Instructions for the task: Leave the pictures out, and repeat exactly every line from the one with "The width and" through the end of the data below.

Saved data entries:

((

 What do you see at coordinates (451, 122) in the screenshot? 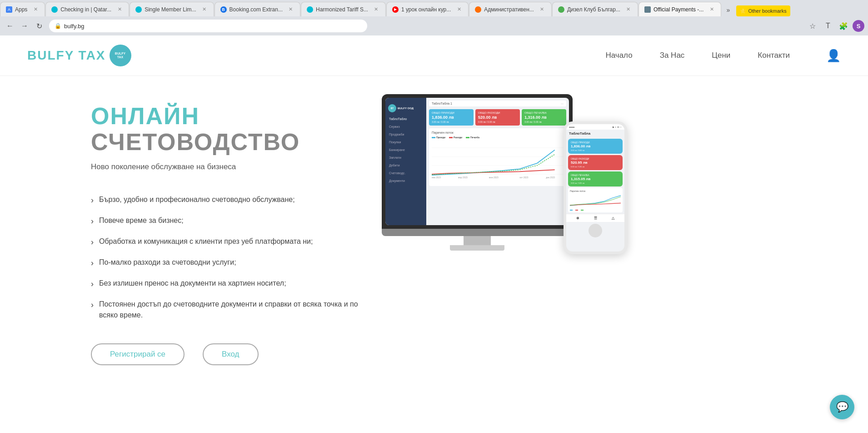
I see `card-revenue-sub: 3.00 лв / 0.00 лв` at bounding box center [451, 122].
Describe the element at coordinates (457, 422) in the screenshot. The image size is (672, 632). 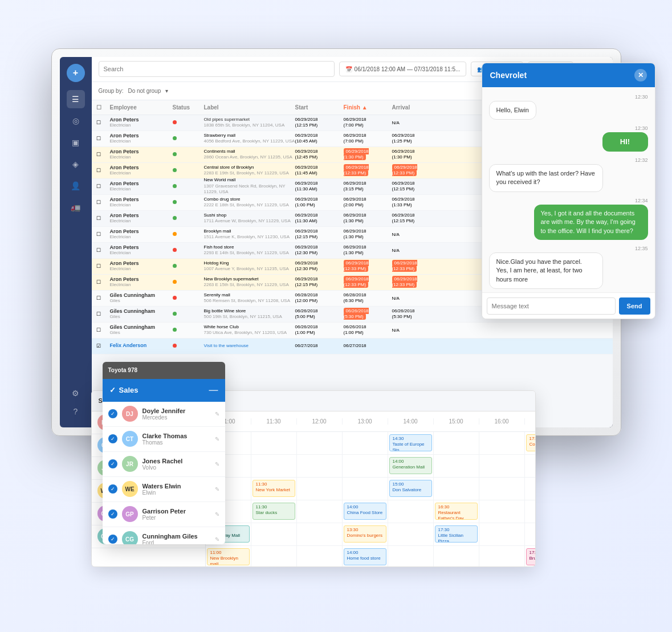
I see `time-cell: 15:00` at that location.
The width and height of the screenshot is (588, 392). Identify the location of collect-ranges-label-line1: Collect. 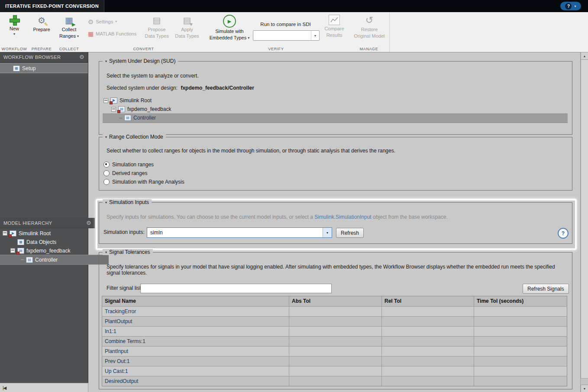
(69, 29).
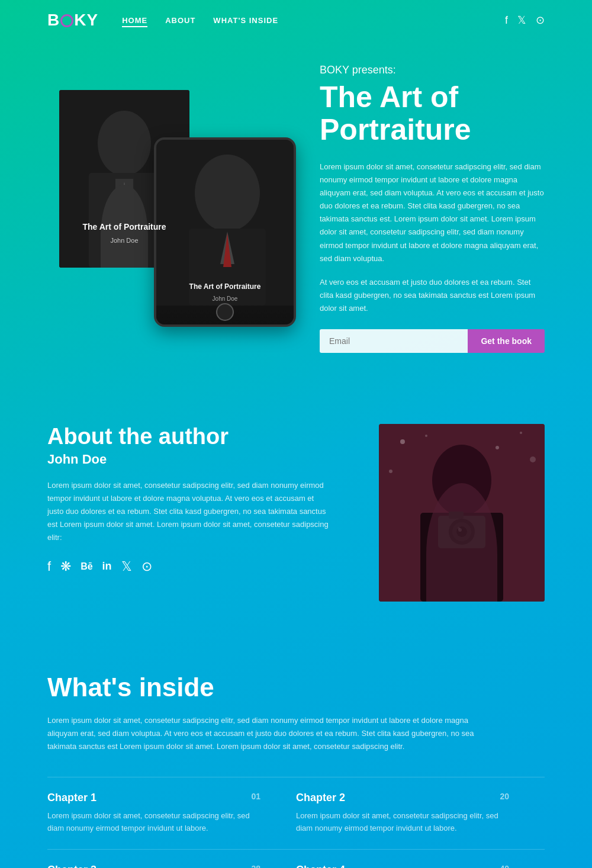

))

Solution:
The width and height of the screenshot is (588, 392). Identify the location of collect-ranges-label-line1: Collect. 
(69, 29).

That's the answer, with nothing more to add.